The Artist Is Present, Marina Abramović’s landmark performance staged at the Museum of Modern Art in 2010, is widely considered a high mark of her career. Yet the Serbian artist revealed that she was warned by a MoMA curator that “nobody has time” for what would become arguably her most iconic performance, in which she sat across from museum visitors every day for three months. Abramović recounted the incident in an interview on the Louis Theroux Podcast.
During preparations for her 2010 MoMA retrospective, according to Abramović,the then-director of MoMA PS1, Klaus Biesenbach, told her that the idea for The Artist Is Present was “totally ridiculous.” He added that, in New York, “nobody has time to sit in this chair.”
The reception proved otherwise. Abramović sat silently in the museum’s atrium for the duration of the exhibition, while more than 1,500 people took turns facing her. The chair that Biesenbach referred to, she said, “was never empty.”
In the interview, Abramović also discussed her views on the art market, contrasting her approach with that of Damien Hirst. She told Theroux she has “never” made work with commercial value in mind, while praising Hirst for using the market strategically.

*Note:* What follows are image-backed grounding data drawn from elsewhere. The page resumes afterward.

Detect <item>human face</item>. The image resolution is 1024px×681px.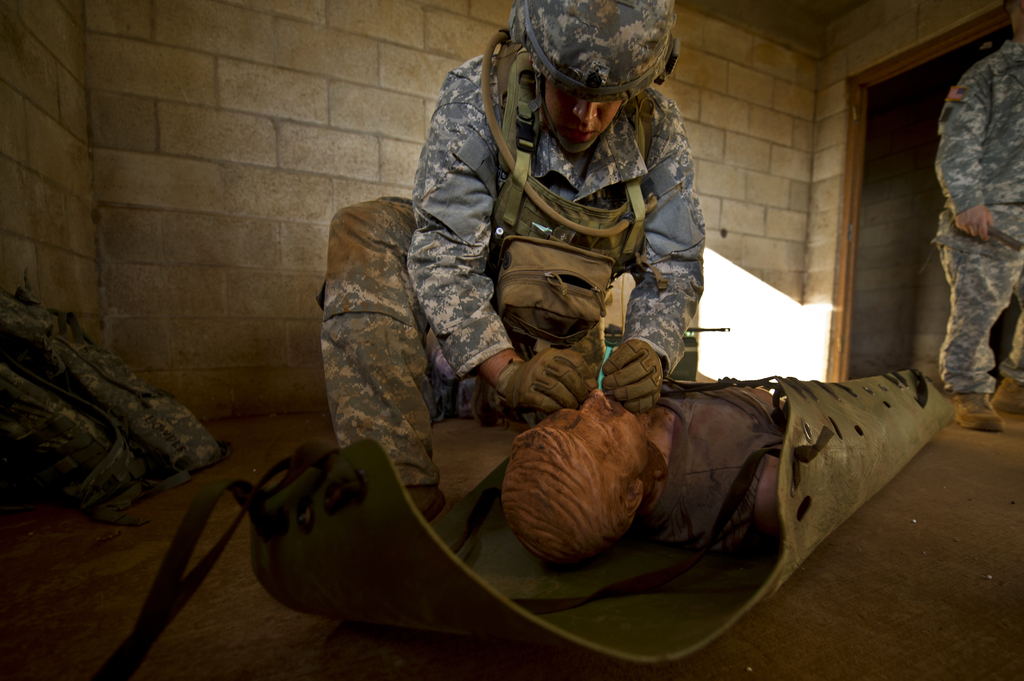
541, 72, 621, 151.
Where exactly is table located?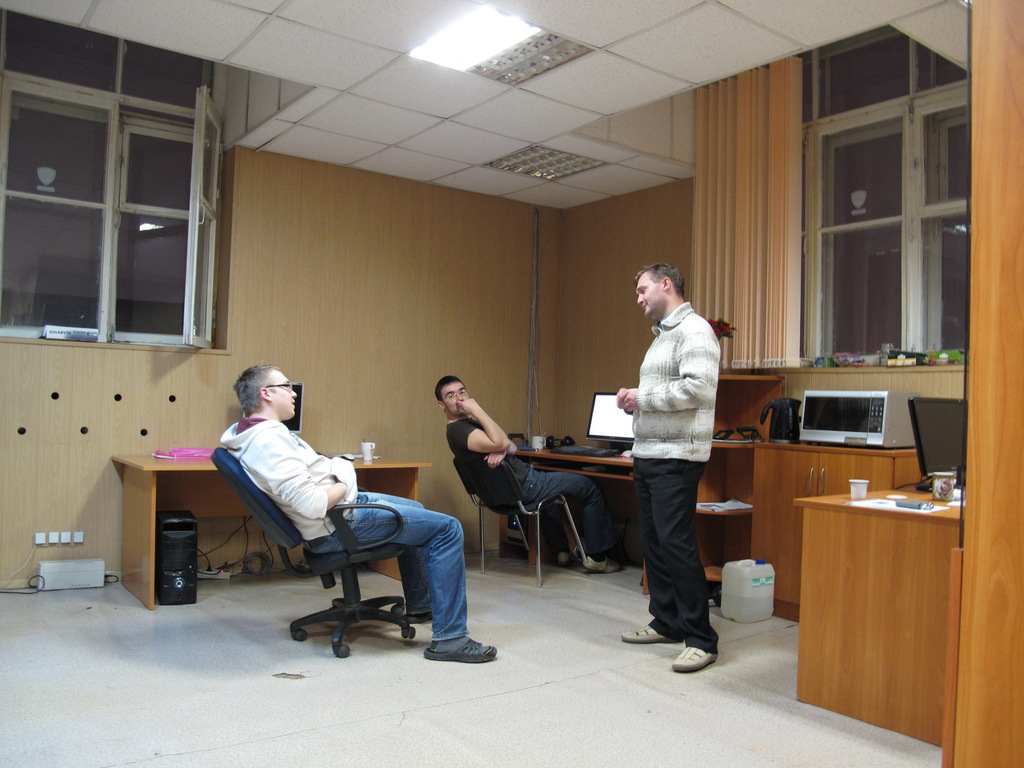
Its bounding box is crop(109, 454, 433, 611).
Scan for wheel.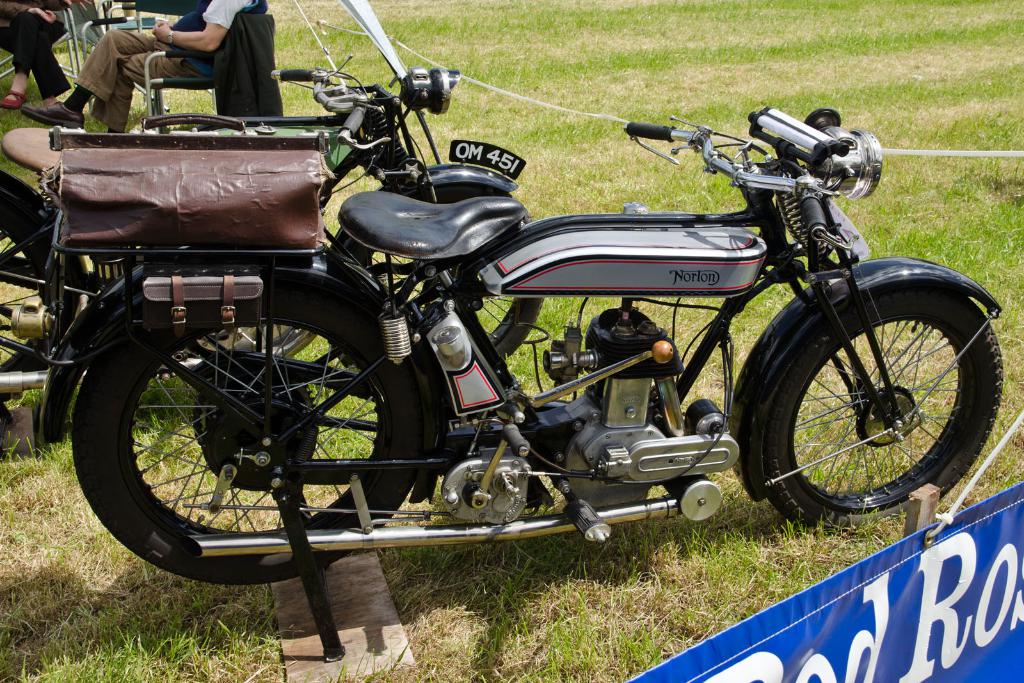
Scan result: box=[340, 185, 544, 365].
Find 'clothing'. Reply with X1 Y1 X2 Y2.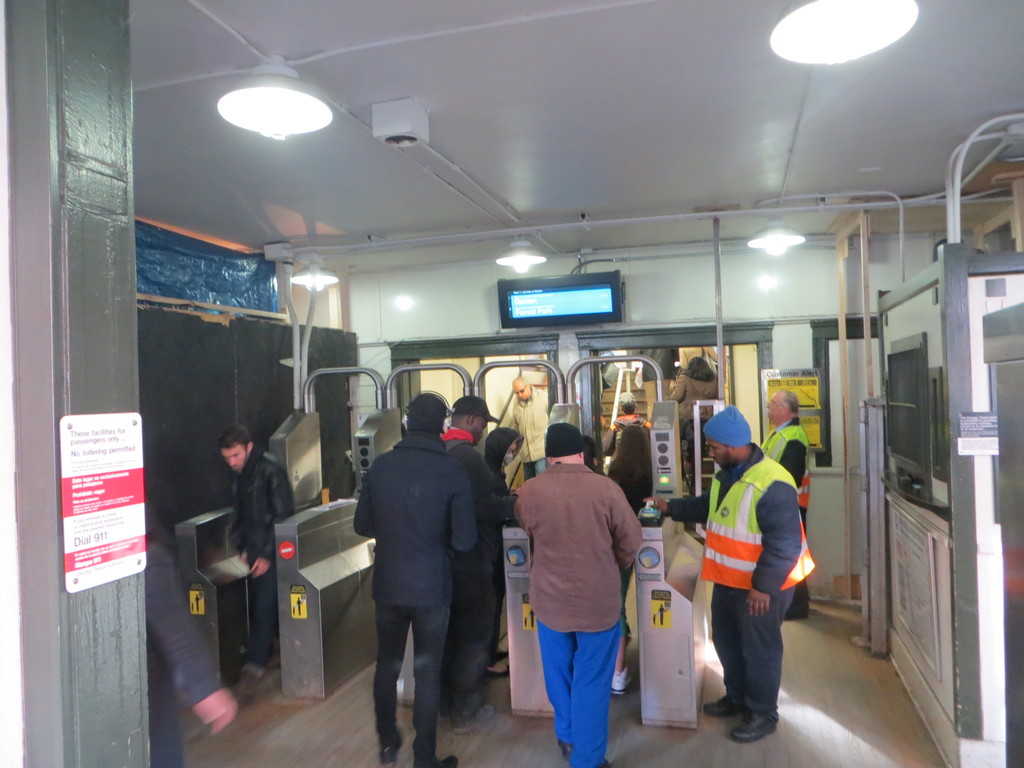
484 428 524 664.
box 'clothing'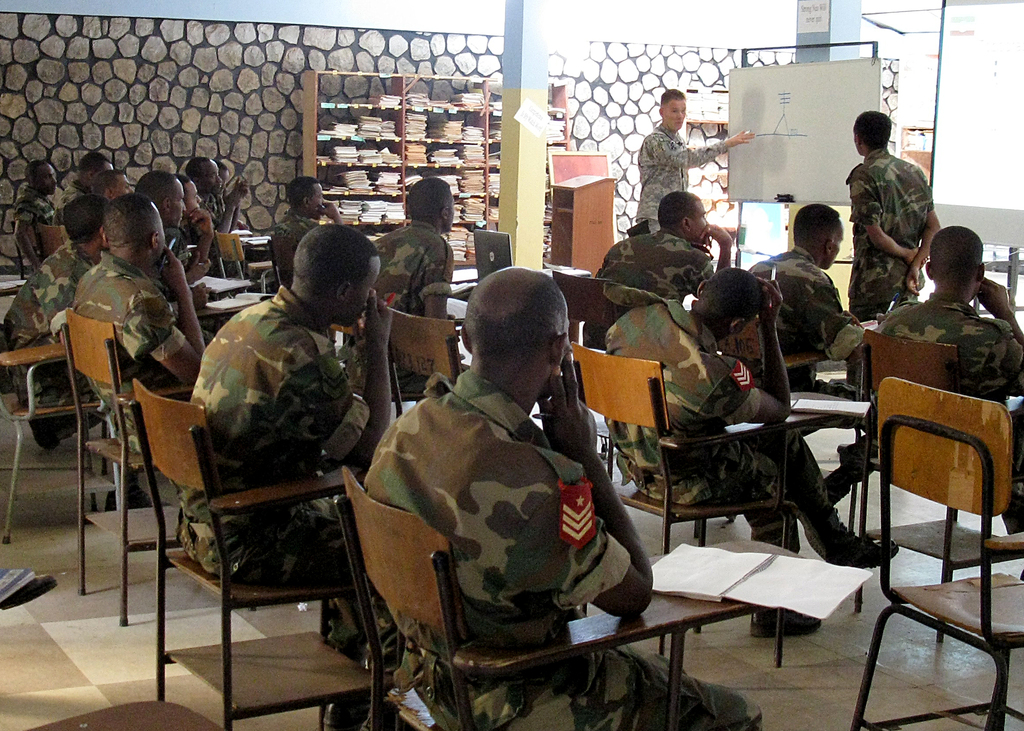
x1=200, y1=200, x2=218, y2=239
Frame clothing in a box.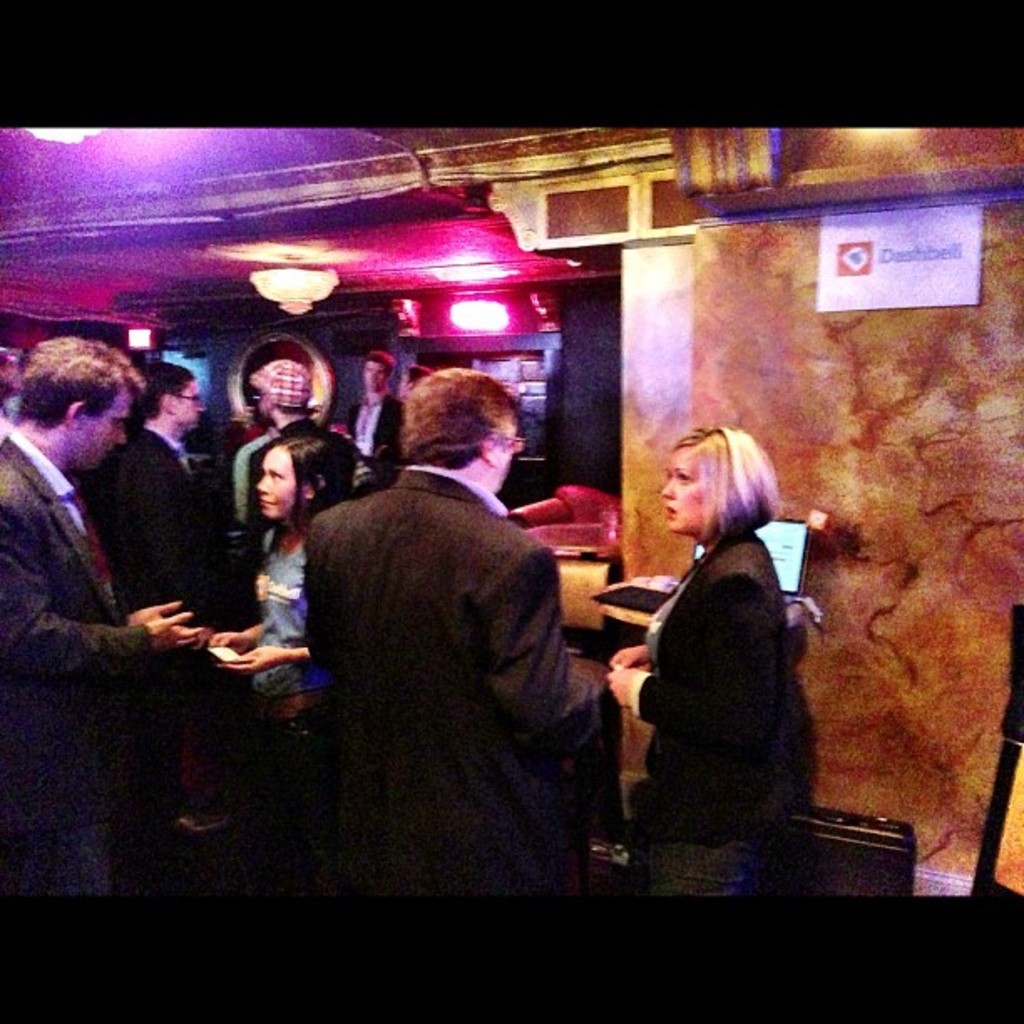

Later in the conversation, Abramović addressed her long association with physical endurance and injury. She emphasized that she does not seek out pain in private life; instead, her work intends to confront cultural fears around pain and suffering. She described herself as a mirror for audiences, noting that, “if I can liberate myself from the fear of pain, you can do the same.”
Earlier this year, Abramović appeared on The Artsy Podcast to discuss her new NFT project and mindfulness in the digital realm. Next year, she will become the first living woman artist to be featured in a solo exhibition at Venice’s Gallerie dell’Accademia. Scheduled to coincide with the artist’s 80th birthday, the show will feature several of her endurance-based performances.
The Louis Theroux Podcast is available on Spotify now.